Federal judge prohibits Ohio schools from releasing campus court records

OHIO — A federal judge refused to give a newspaper access to thestudent disciplinary records of two Ohio universities on March 20, sayingthe files qualify as education records and are protected from public releaseby federal law.

U.S. District Judge George C. Smith said Miami University of Ohio andOhio State University would be violating the federal Family EducationalRights and Privacy Act if they disclosed information about identifiablestudents’ confidential campus judicial proceedings to The Chronicleof Higher Education, which had requested the details under the stateopen-records law.

“The public, while certainly benefiting from laws that promote opennessin public records, also benefits from the privacy accorded students throughFERPA,” Smith said in the decision.”Congress, through FERPA, has balanced the interests of privacy versuspublic disclosure and the Court is in no position to second guess it.”

Counsel for The Chronicle, a weekly newspaper based in Washington,D.C., argued that the state of Ohio permitted the disclosure of disciplinaryrecords under its Public Records Act. However, Smith said in the rulingthat his job was to interpret the federal law. He said FERPA bars schoolsfrom releasing student records that include “personally identifiable information”without the student’s consent.

Editors and lawyers for The Chronicle are appealing the districtjudge’s decision to the U.S. Court of Appeals for the Sixth Circuit, saidScott Jaschik, editor of The Chronicle.

The case dates back to an Ohio Supreme Court ruling in July 1997 thatordered Miami University in Oxford to release disciplinary records to theMiamiStudent,the university’s student newspaper. The student paper requestedthe files in 1995 as part of a series on crime and justice at the institution,but was denied access. The state supreme court ruled that disciplinaryrecords were not FERPA-regulated “education records” and therefore werenot protected by the federal act. Miami University then asked the U.S.Supreme Court to overturn the Ohio court’s ruling, but the justices declinedto hear the case.

Soon after, The Chronicle requested the similar records from MiamiUniversity and Ohio State. Miami and Ohio State were in the process ofdisclosing the information to the newspaper when the Department of Educationintervened. It sued both universities for violating FERPA regulations byproviding personally identifiable information without the proper consentfrom adult students or parents. When neither Miami nor Ohio State challengedthe lawsuit, The Chronicle intervened as a third party defendantin the case.

In his ruling, Judge Smith refused to validate The Chronicle’s argumentthat the disciplinary records were equivalent to law-enforcement files,which can be disclosed under FERPA. Smith said that unlike campus courtrecords, police records are not created for the purpose of campus discipline.

Smith said campus judicial proceedings and records relating to thoseproceedings are not “criminal in nature,” but merely a recourse for institutionsto enforce the campus code of conduct. Schools may release the final resultsof student disciplinary cases involving crimes of violence or nonforciblesex offenses under a 1998 amendment to FERPA.

Smith said students’ personal safety and crime prevention efforts wouldnot be endangered by denying the release of disciplinary records. He citedthe Student Right-To-Know Act, in which universities are required to publishyearly statistics reporting the occurrence of crimes on campus, as sufficientnotification of campus crime incidents for the surrounding community.

“The Court believes that these disclosures are adequate to inform students,prospective students and parents about the safety of various college campuses,”Smith said in the decision. “Releasing the personally identifiable informationof the students accused or convicted of violating the university regulations,as well as information about the victims, would not further advance thepublic’s interest.”

S. Daniel Carter, vice president of Security on Campus, a national,nonprofit watchdog group that follows campus crime, said he was disappointedwith the district judge’s decision.

“Students need to be able to exercise oversight of campus court proceedingsso that they can have the full picture of campus crime and know if justiceis truly being done,” Carter said. “This decision will further put studentsat undue risk because they won’t be able to find out which of their fellowstudents are violent criminals.”

Jaschik said the ruling would inevitably make it more difficult foranyone to obtain campus court records.

“We’re disappointed with the decision,” he said. “We continue to thinkthat the Ohio Supreme Court decision made these records public, and thatthe public has a right to know about the way these campus judicial systemswork.”

Since 1990, Ohio had been one of two states in the nation whose highcourts had ruled in favor of allowing public disclosure of student judiciaryrecords based on state open-records laws. The other state is Georgia.

Student media and others watching the Ohio situation from Georgia areworried that the Department of Education could intervene and challengetheir state supreme court’s 1993 decision.

The Ohio ruling will not affect any universities outside of Ohio, butif Georgia students were to complain about the privacy of their records,the DOE could possibly challenge the state court’s ruling.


> What the task asks:
Would you print the listing that follows exactly, but without its pictures?

> Exercise data:

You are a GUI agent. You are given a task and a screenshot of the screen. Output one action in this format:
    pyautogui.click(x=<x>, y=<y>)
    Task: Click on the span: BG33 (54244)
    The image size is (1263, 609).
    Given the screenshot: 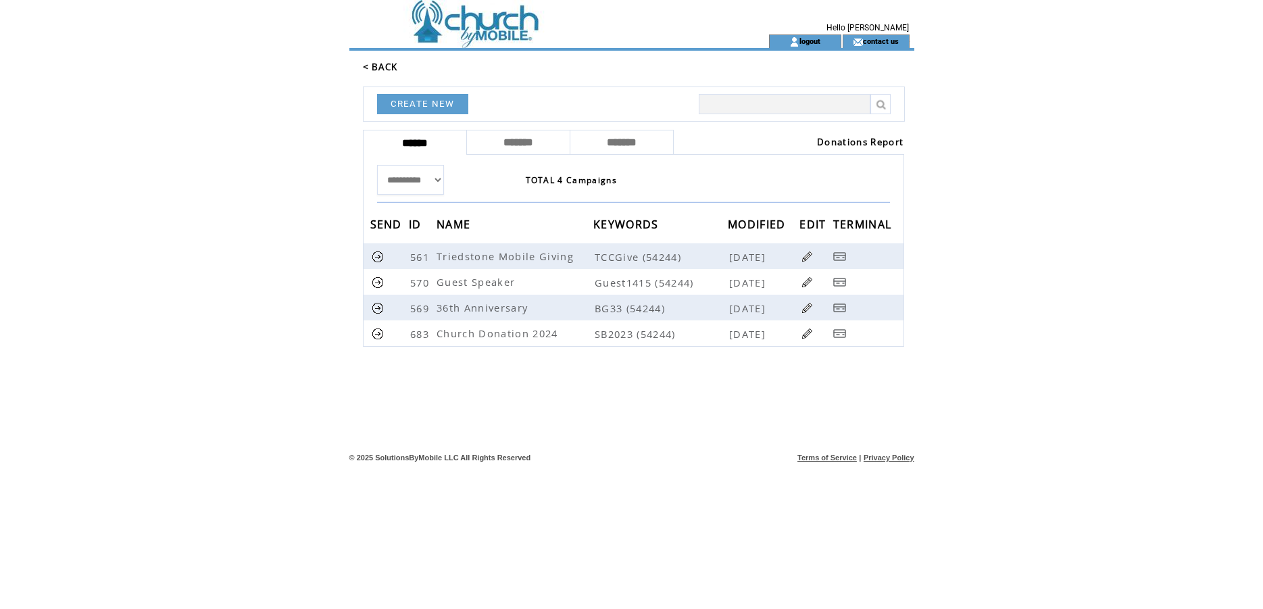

> Your solution:
You are a GUI agent. You are given a task and a screenshot of the screen. Output one action in this format:
    pyautogui.click(x=<x>, y=<y>)
    Task: Click on the span: BG33 (54244)
    The image size is (1263, 609).
    Given the screenshot: 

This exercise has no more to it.